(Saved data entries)
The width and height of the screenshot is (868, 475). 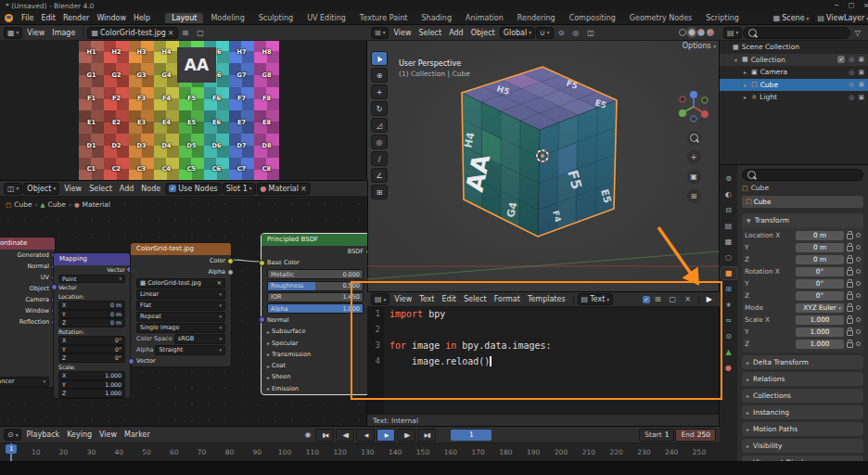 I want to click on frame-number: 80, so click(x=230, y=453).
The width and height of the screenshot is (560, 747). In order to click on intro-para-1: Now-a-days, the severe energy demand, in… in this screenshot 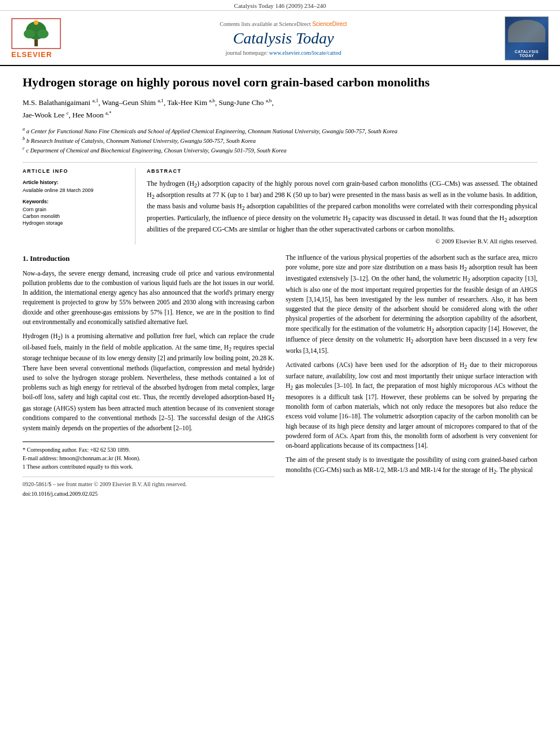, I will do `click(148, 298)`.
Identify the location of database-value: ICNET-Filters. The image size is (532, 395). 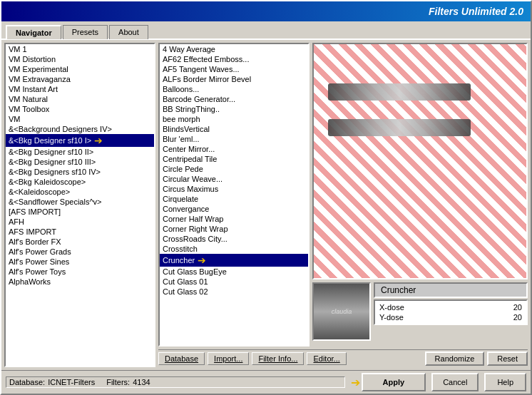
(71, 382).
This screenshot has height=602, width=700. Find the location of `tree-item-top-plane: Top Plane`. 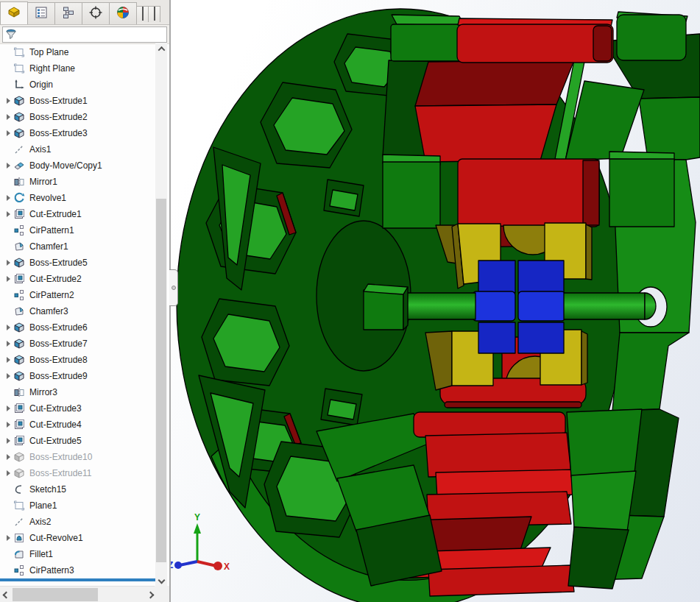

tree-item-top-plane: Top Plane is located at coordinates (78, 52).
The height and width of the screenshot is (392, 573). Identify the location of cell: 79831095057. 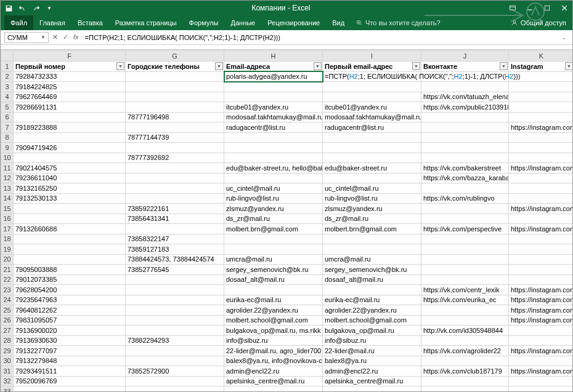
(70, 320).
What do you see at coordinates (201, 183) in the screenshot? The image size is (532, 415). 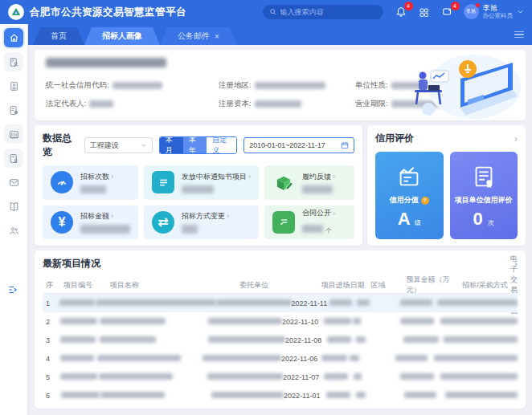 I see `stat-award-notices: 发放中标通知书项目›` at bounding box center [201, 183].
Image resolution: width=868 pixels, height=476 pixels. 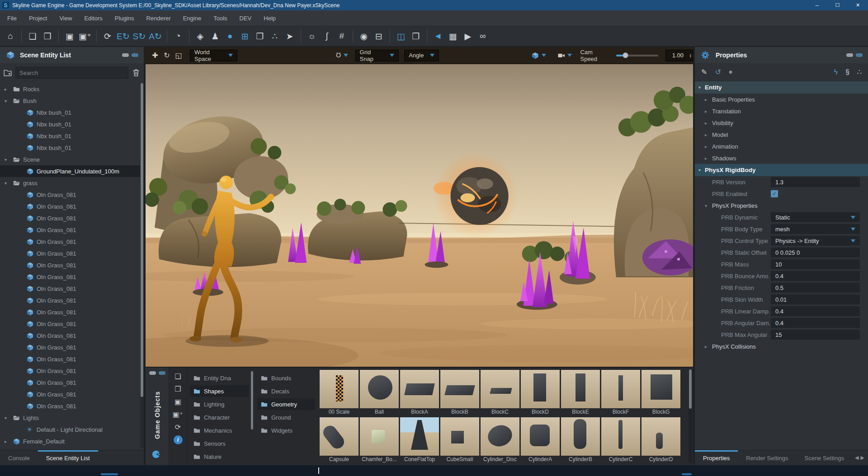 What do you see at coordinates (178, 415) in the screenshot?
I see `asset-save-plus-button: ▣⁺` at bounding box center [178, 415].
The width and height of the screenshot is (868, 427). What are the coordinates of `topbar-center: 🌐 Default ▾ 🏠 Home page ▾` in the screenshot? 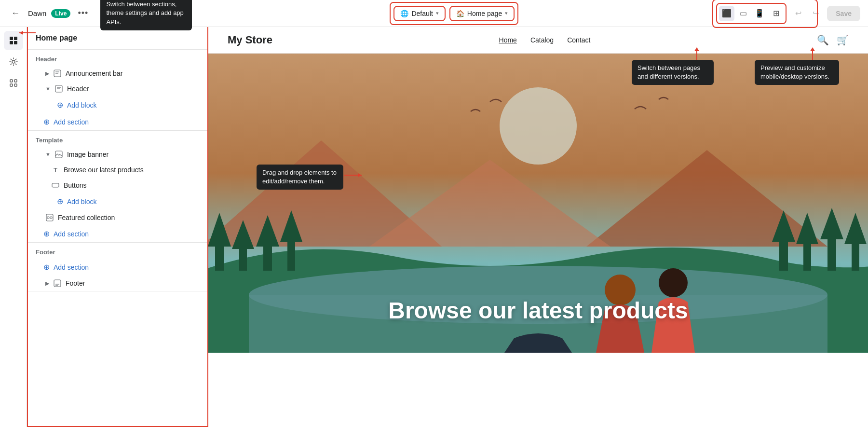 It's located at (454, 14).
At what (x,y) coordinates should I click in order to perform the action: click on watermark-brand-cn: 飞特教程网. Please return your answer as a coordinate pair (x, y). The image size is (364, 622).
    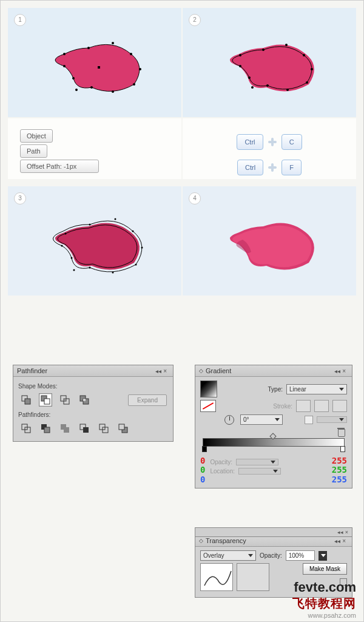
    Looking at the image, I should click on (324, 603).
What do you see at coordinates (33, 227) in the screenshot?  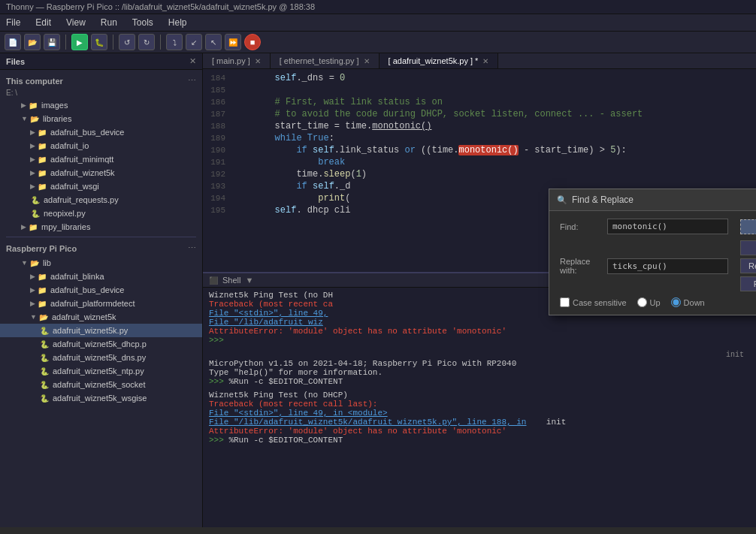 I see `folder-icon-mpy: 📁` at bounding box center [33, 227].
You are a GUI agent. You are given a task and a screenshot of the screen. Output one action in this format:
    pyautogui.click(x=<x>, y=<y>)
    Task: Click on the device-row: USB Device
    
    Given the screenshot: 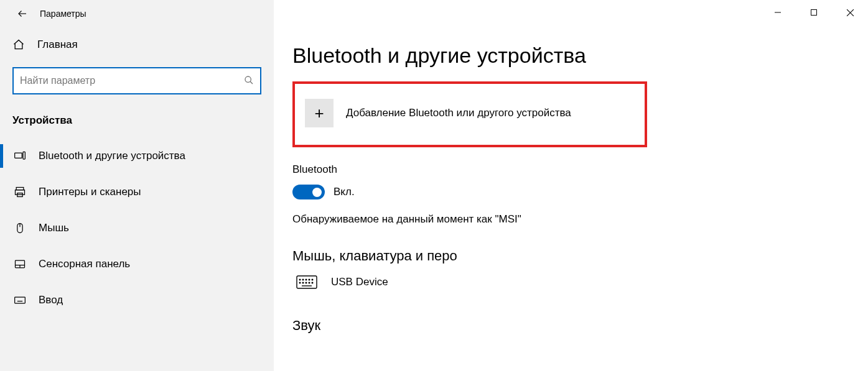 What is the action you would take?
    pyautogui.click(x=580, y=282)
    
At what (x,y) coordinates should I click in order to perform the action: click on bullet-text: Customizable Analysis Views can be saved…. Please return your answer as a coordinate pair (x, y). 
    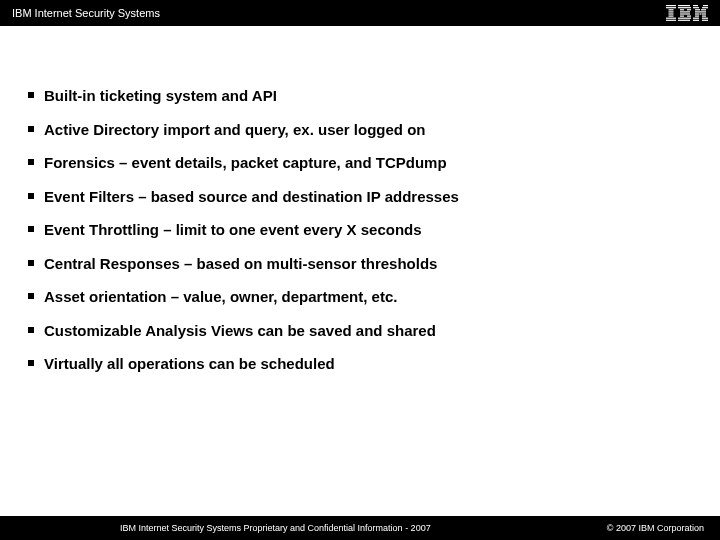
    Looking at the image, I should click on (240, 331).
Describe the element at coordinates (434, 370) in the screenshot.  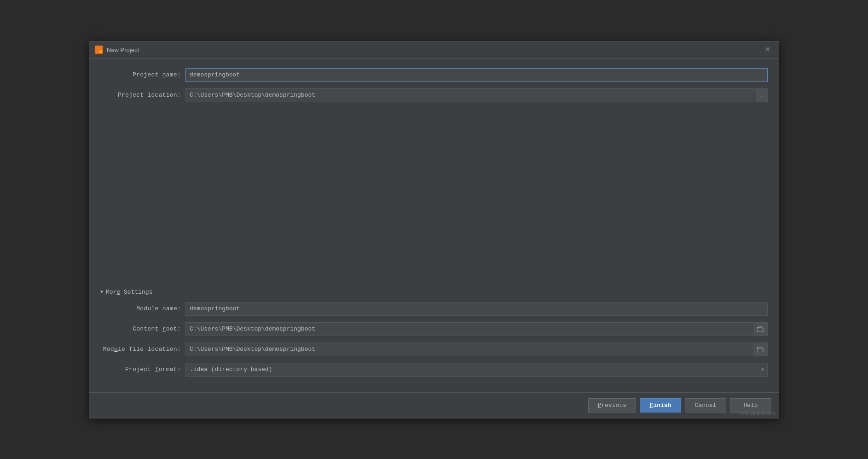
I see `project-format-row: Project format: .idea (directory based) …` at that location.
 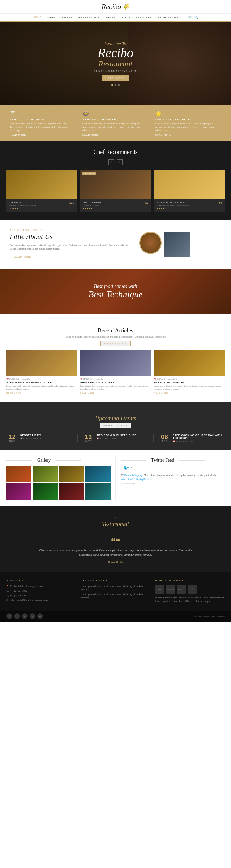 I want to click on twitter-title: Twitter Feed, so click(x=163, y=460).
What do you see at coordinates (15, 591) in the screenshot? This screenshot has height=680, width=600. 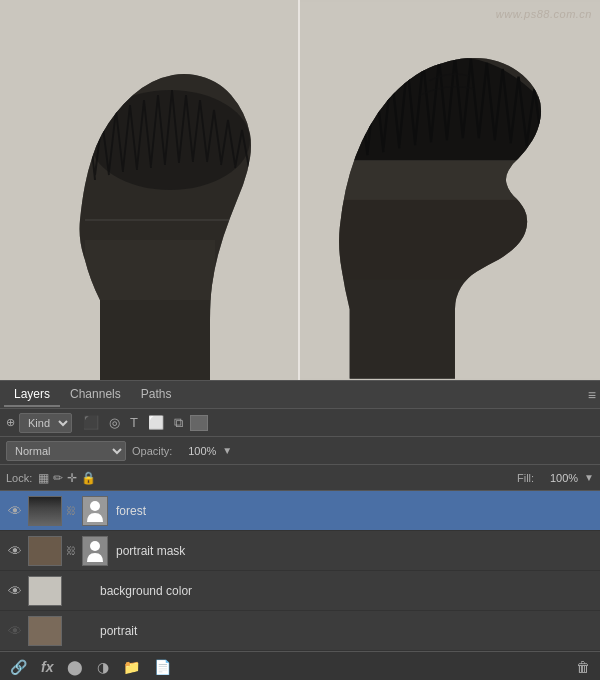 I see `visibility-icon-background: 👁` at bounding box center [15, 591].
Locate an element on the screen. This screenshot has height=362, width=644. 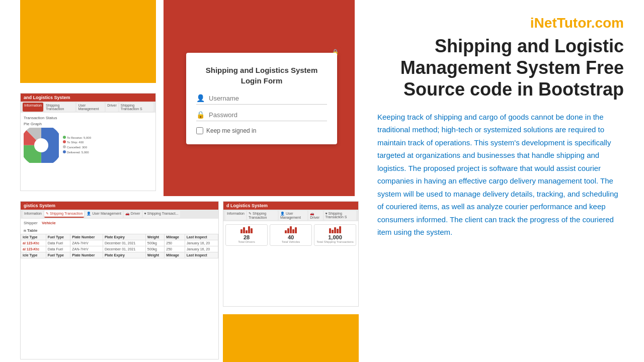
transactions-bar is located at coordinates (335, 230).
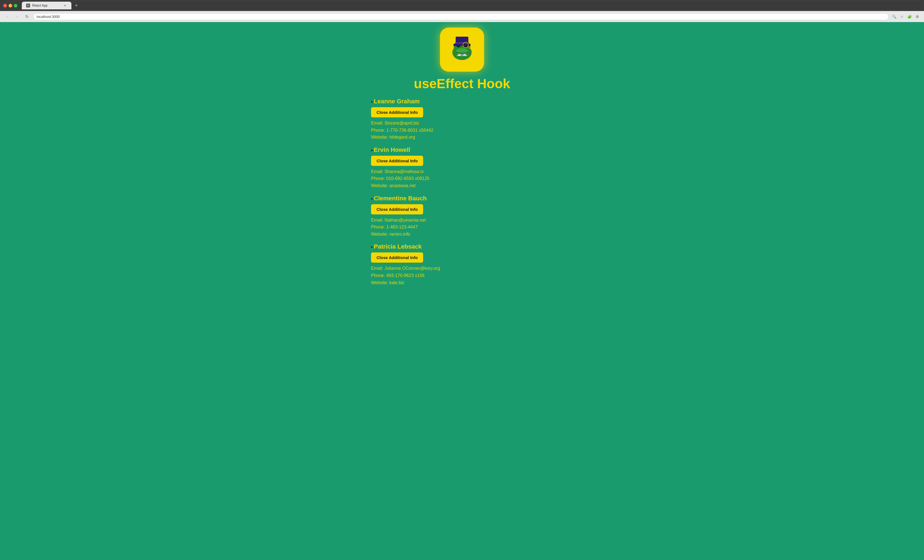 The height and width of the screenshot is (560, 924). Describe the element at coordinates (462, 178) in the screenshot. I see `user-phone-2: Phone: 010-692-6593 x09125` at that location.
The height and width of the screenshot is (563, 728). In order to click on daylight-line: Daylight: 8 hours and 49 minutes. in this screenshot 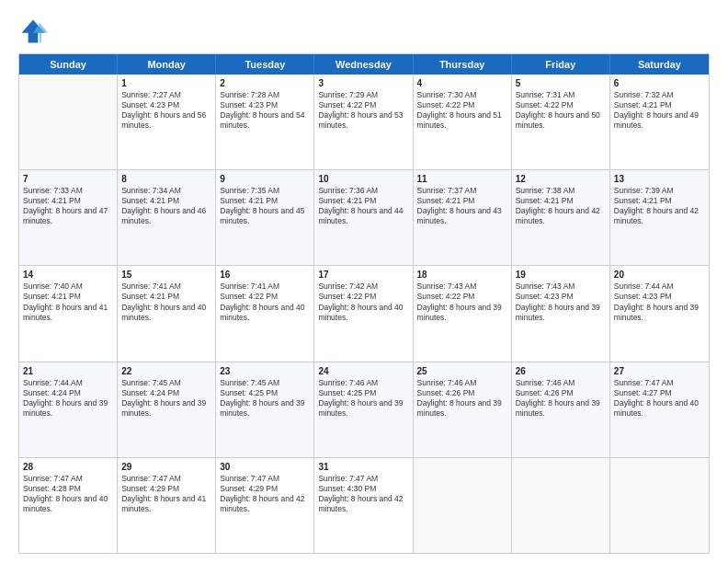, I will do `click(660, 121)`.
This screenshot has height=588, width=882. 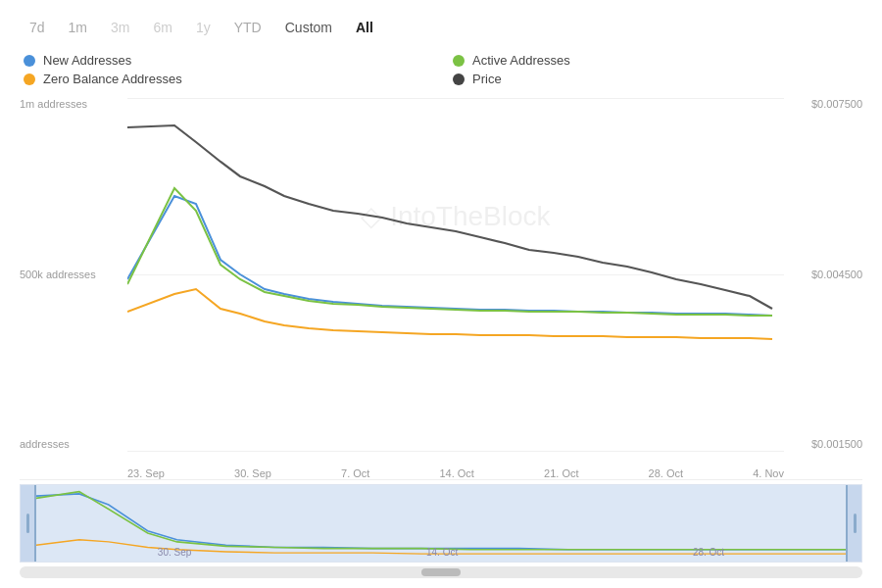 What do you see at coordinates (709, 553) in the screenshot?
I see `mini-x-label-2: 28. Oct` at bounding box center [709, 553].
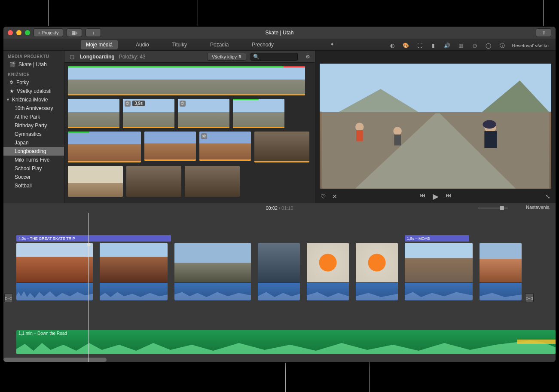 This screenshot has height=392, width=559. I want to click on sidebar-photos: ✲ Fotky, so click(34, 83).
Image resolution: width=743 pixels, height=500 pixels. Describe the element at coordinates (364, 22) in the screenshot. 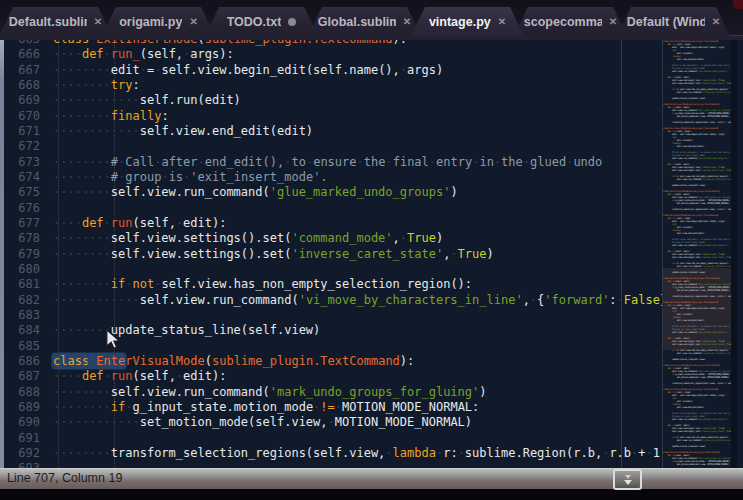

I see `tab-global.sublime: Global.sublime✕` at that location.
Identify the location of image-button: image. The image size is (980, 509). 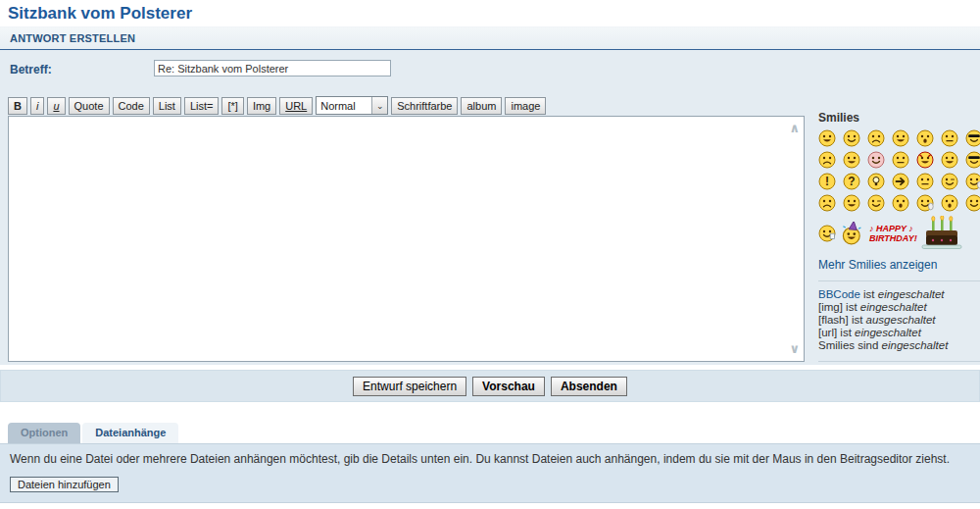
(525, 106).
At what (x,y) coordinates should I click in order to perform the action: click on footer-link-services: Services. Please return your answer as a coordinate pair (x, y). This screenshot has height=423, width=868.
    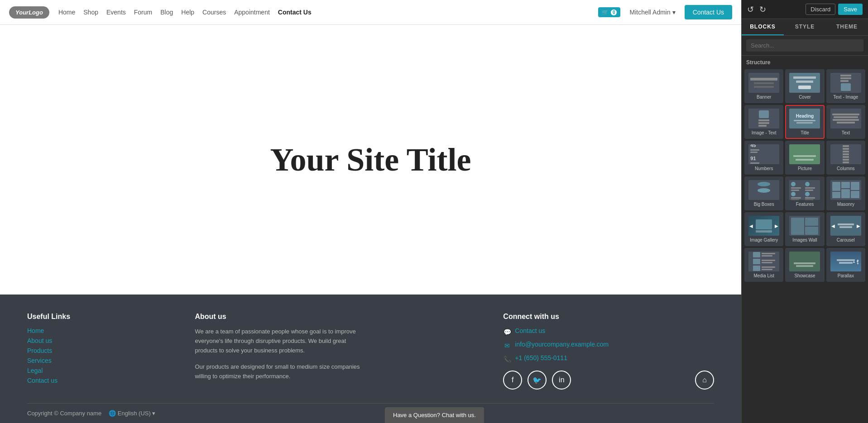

**TASK INSTRUCTIONS**
Without the pictures, retype exactly the lines from the one that holds "Image resolution: width=743" to the last line of the data above, both of them included.

**SOLVED PROBLEM**
Image resolution: width=743 pixels, height=500 pixels. Describe the element at coordinates (364, 22) in the screenshot. 

I see `tab-global.sublime: Global.sublime✕` at that location.
Identify the location of image-button: image. The image size is (980, 509). 
(525, 106).
At what (x,y) coordinates should I click in order to perform the action: click on footer-link-services: Services. Please return your answer as a coordinate pair (x, y). This screenshot has height=423, width=868.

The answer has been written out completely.